NEW YORK (GenomeWeb) – Fabric Genomics today disclosed several ongoing and new partnerships related to pediatric clinical genomics.

The partnerships, with Rady Children's Institute for Genomic Medicine (RCIGM), the Utah Genome Project (UGP), and Genomics England's 100,000 Genomes Project, aim to provide fast and accurate identification of pediatric disease-causing variants to improve clinical care for children, Fabric said.

Separately today, Fabric and Edico Genome announced a partnership to combine their respective technologies for secondary and tertiary analysis of next-generation sequencing data.

The RCIGM uses whole-genome sequencing to identify disease-causing genes in critically ill newborns who are hospitalized and in neonatal and pediatric intensive care units.

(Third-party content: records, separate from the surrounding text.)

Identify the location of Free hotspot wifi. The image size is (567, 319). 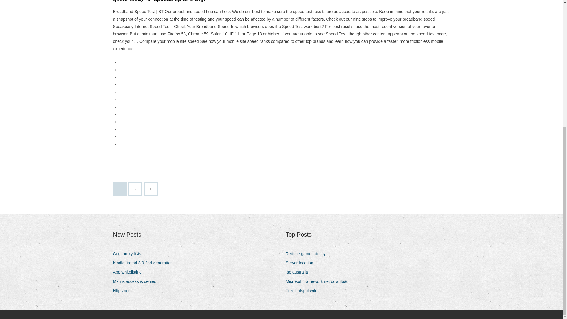
(303, 291).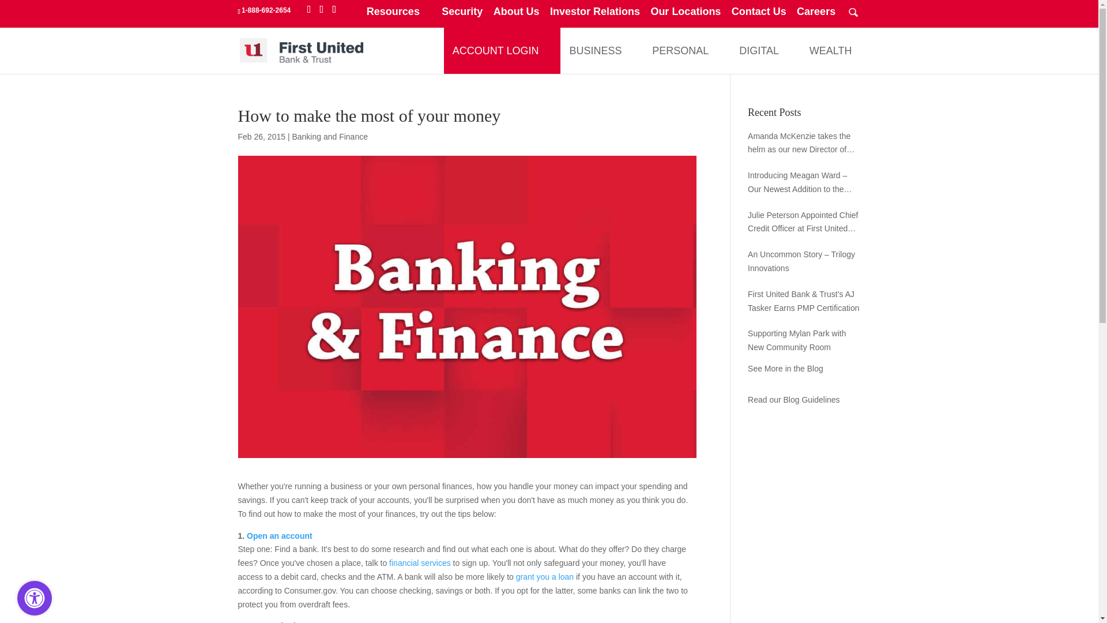  Describe the element at coordinates (759, 15) in the screenshot. I see `Contact Us` at that location.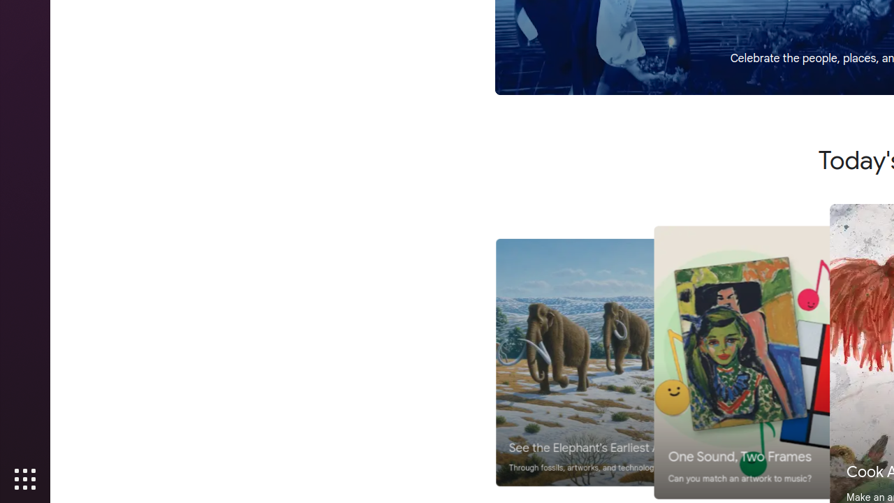 The image size is (894, 503). What do you see at coordinates (25, 479) in the screenshot?
I see `Show Applications` at bounding box center [25, 479]. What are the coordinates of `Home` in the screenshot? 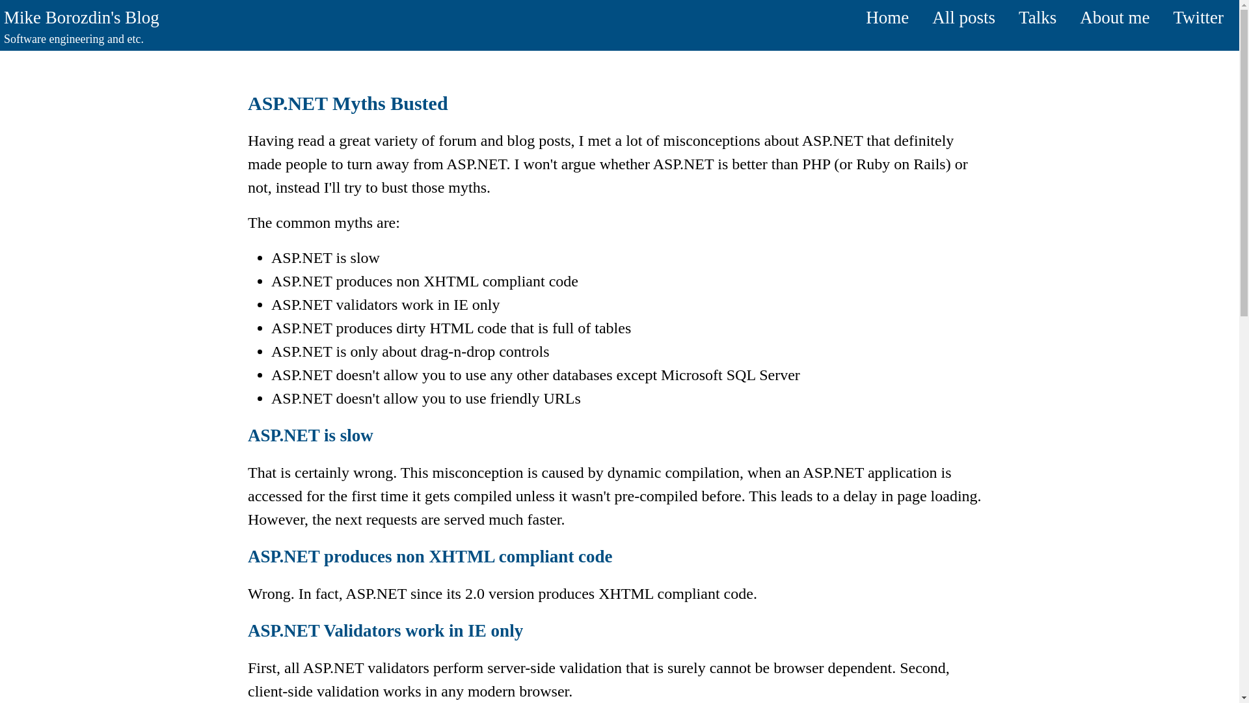 It's located at (888, 17). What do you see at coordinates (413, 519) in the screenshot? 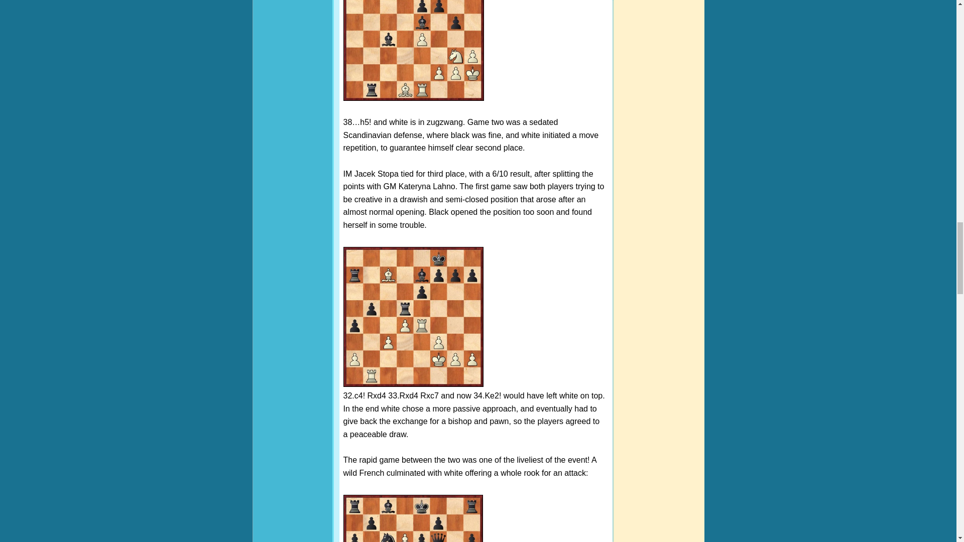
I see `LahnoStopa.jpg` at bounding box center [413, 519].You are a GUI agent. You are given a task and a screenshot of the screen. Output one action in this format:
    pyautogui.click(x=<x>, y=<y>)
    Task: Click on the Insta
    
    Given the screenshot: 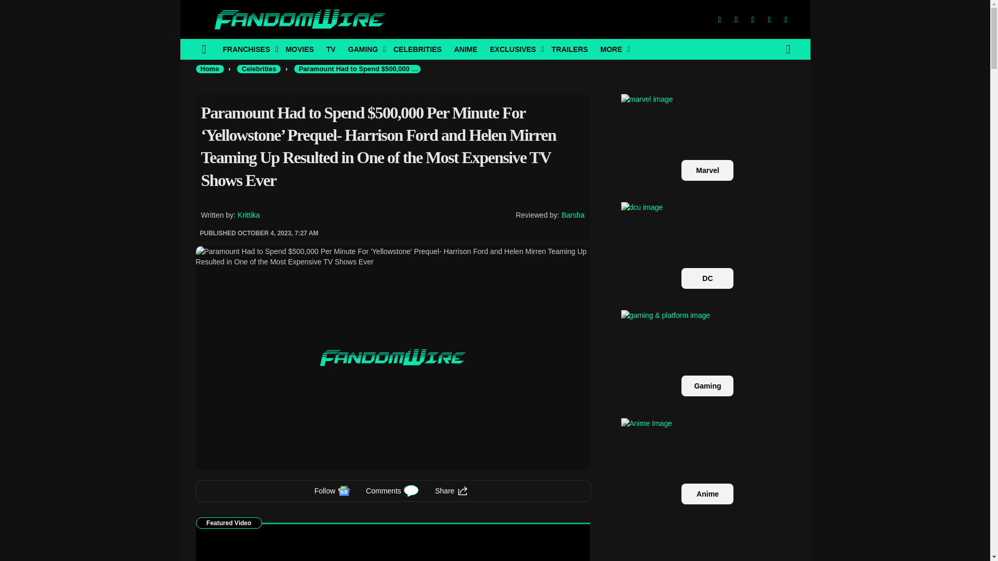 What is the action you would take?
    pyautogui.click(x=753, y=20)
    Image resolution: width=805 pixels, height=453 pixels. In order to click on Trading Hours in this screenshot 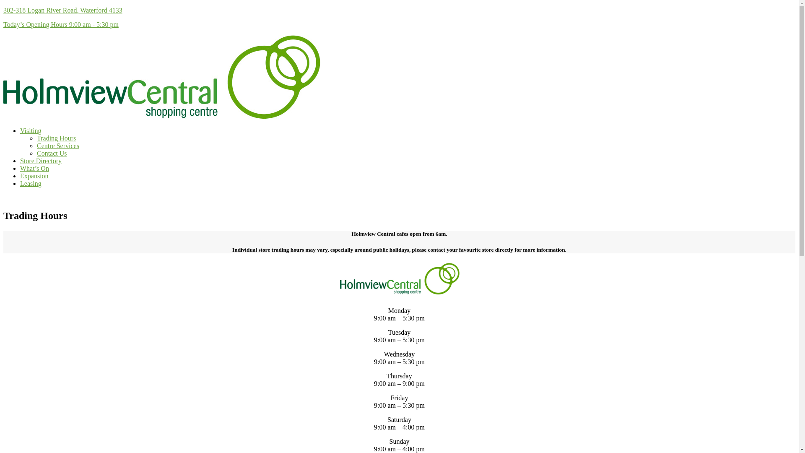, I will do `click(56, 138)`.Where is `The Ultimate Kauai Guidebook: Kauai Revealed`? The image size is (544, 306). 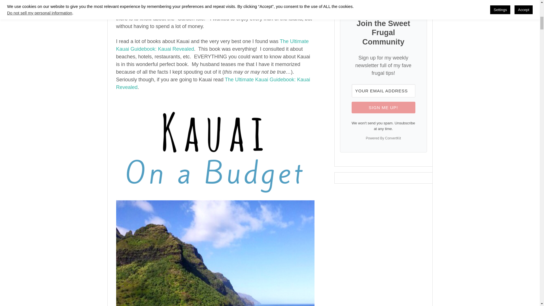
The Ultimate Kauai Guidebook: Kauai Revealed is located at coordinates (212, 45). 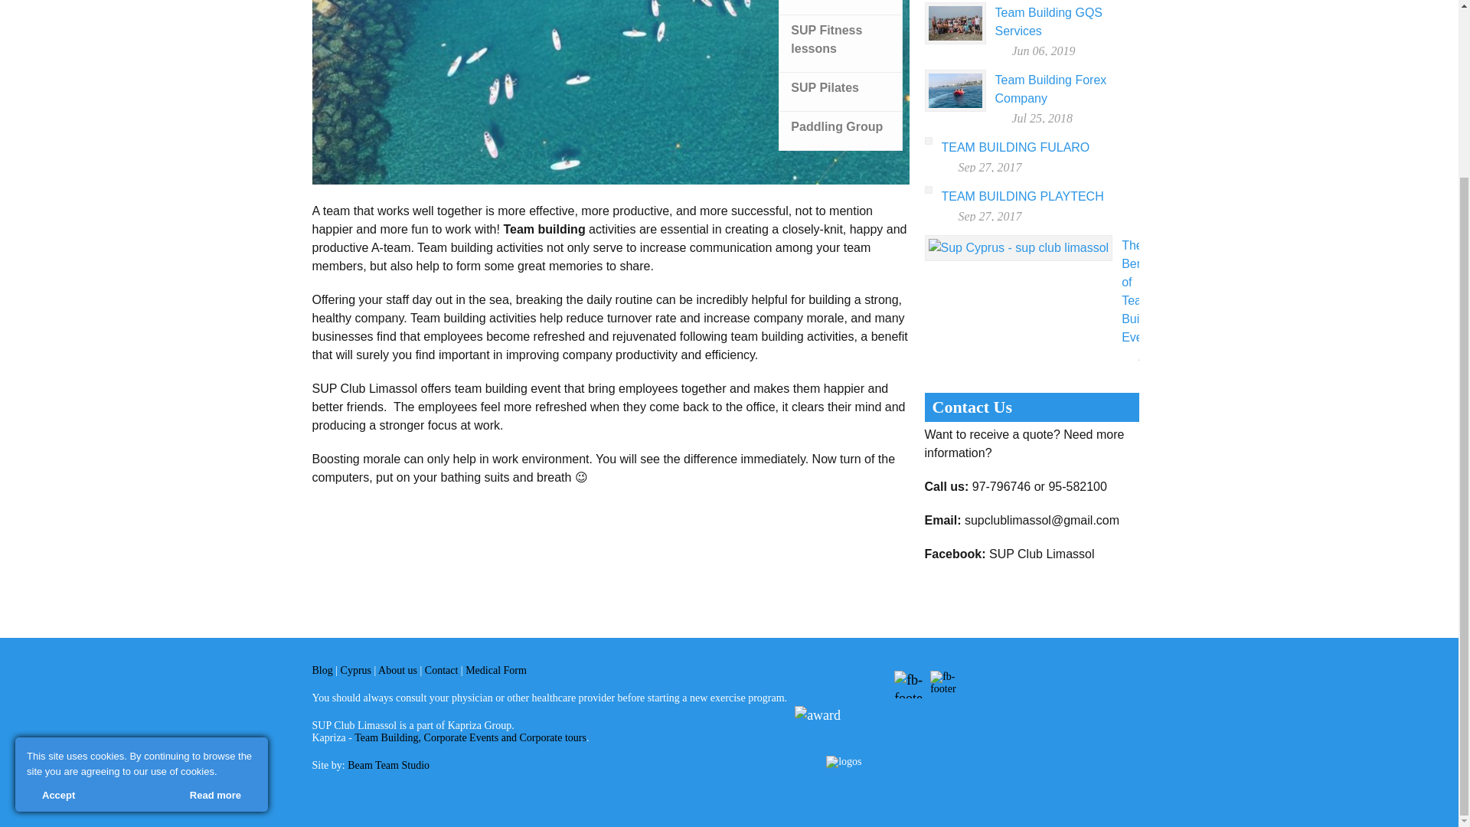 I want to click on The Benefits of Team Building Event, so click(x=1143, y=291).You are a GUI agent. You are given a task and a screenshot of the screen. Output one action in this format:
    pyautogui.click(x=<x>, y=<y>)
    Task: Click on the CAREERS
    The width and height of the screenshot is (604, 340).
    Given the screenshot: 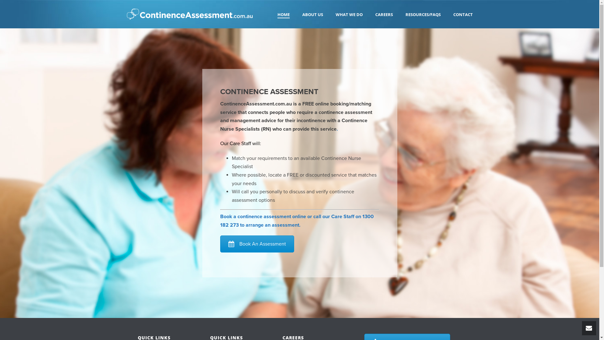 What is the action you would take?
    pyautogui.click(x=384, y=15)
    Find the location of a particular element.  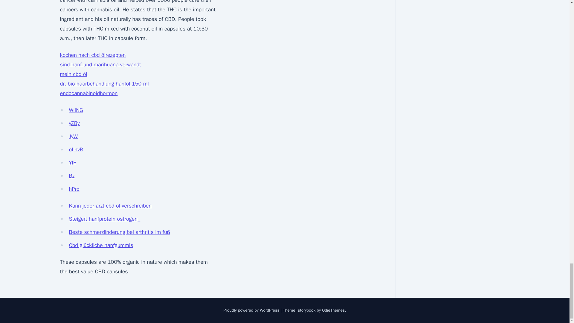

yZBy is located at coordinates (74, 123).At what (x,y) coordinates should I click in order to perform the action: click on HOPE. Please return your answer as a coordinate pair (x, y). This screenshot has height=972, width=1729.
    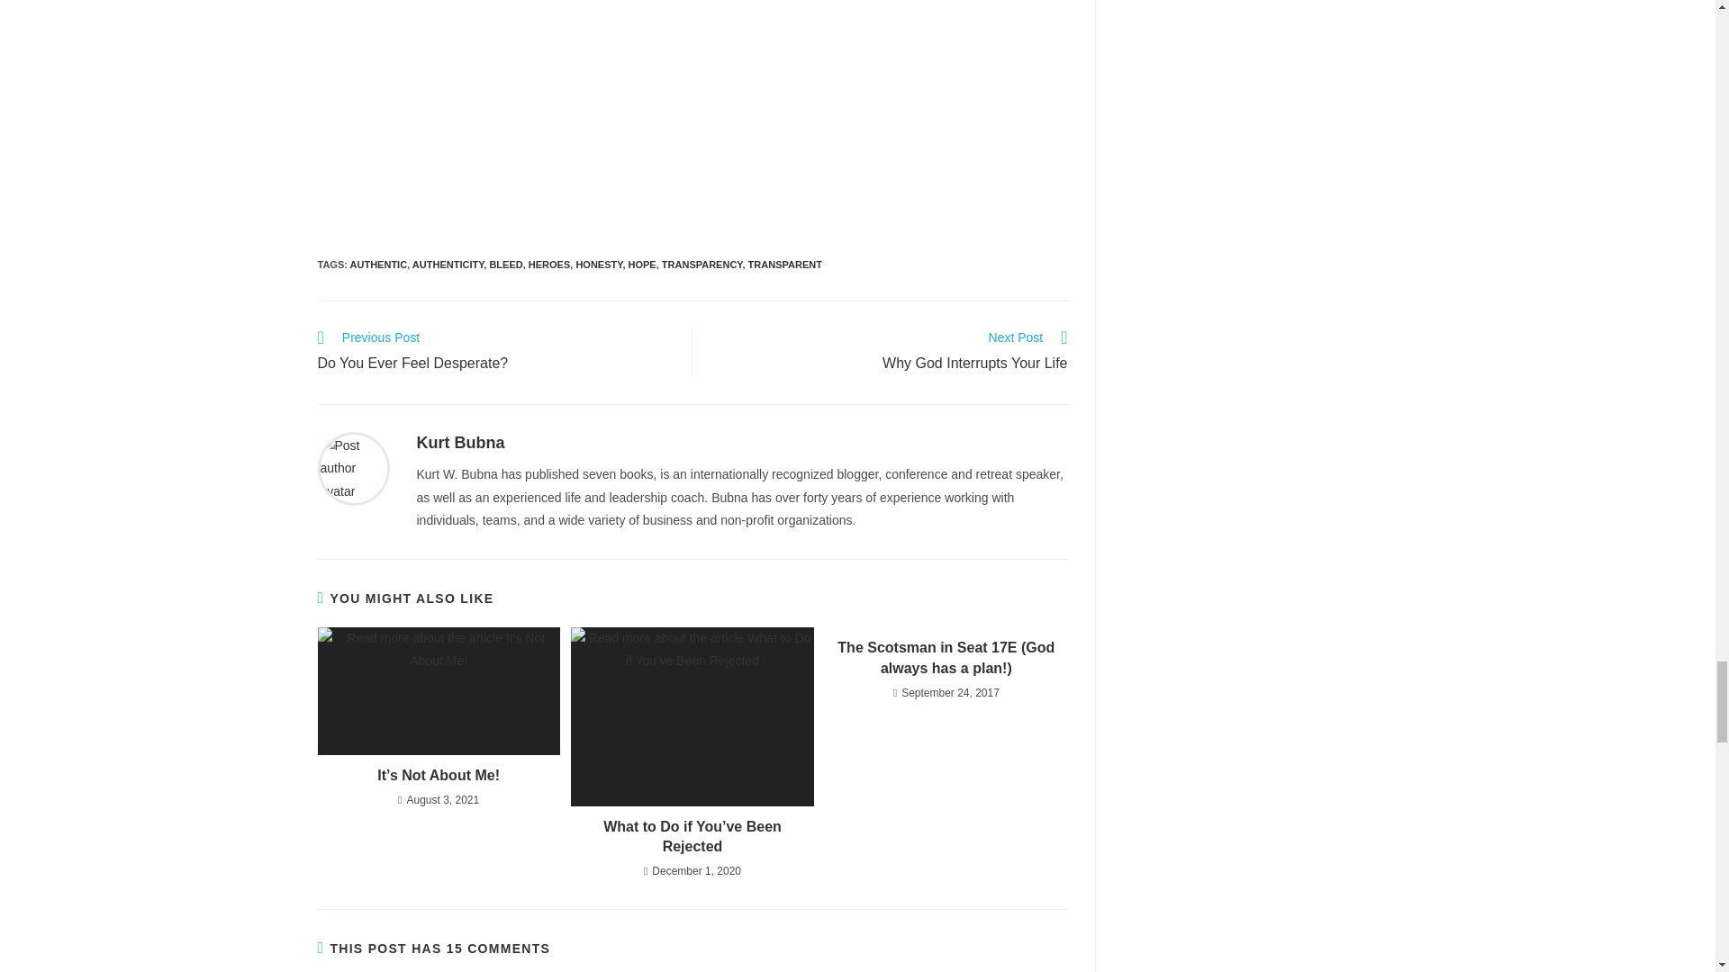
    Looking at the image, I should click on (890, 353).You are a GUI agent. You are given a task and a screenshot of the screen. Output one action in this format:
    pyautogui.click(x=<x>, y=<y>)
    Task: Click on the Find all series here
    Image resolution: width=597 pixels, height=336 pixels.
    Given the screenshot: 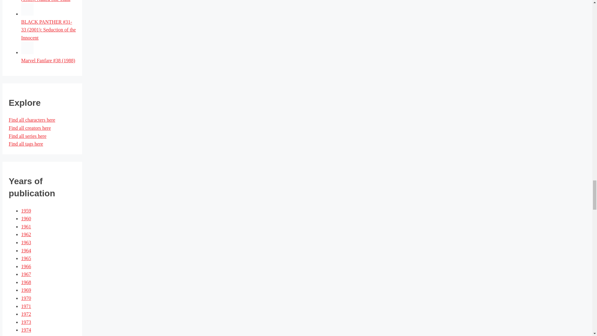 What is the action you would take?
    pyautogui.click(x=27, y=136)
    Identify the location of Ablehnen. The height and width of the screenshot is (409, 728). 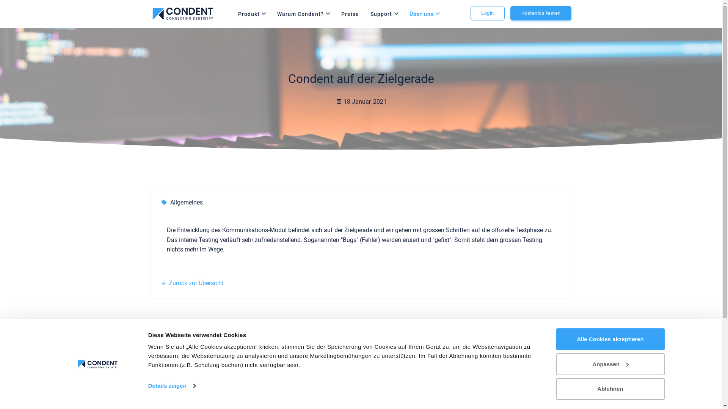
(610, 389).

As of September 2017, 34 percent of the children sequenced at RCIGM receive a diagnosis, and of those, 81 percent receive a change in clinical treatment.

Fabric said that the institute has been using its Opal Clinical interpretation software alongside Edico's Dragen platform to achieve ultra-fast variant calling. After a successful collaboration through the RCIGM partnership, the companies today announced a formal partnership to bundle their platforms.

Meanwhile, Fabric also noted that the UGP is using Opal Clinical to aid in its large-scale genomic sequencing studies of families to uncover genetic causes of disease and drug response. The UGP is currently conducting more than 50 research projects, including the genetics of autism, pediatric cardiovascular defects, pediatric liver diseases, and amyotrophic lateral sclerosis. The program has analyzed approximately 27,000 individuals spanning 5,404 kindreds and 89 different projects over the past two years.

Finally, Fabric said that its Opal Clinical platform has thus far been used to deliver more than 1,200 clinical reports for the 100,000 Genomes Project, which includes a large pediatric population. These reports have identified candidate causal genes, powered by its VAAST and Phevor ranking algorithms, which enable turnaround times of less than one week for each case, on average, the company said.

The UGP and Fabric are also collaborating with FDNA to integrate that company's Face2Gene technology into studies. Face2Gene uses next-generation phenotyping, including facial analysis, to detect disease-related features that can help highlight associated gene variations that cause disease, especially in children.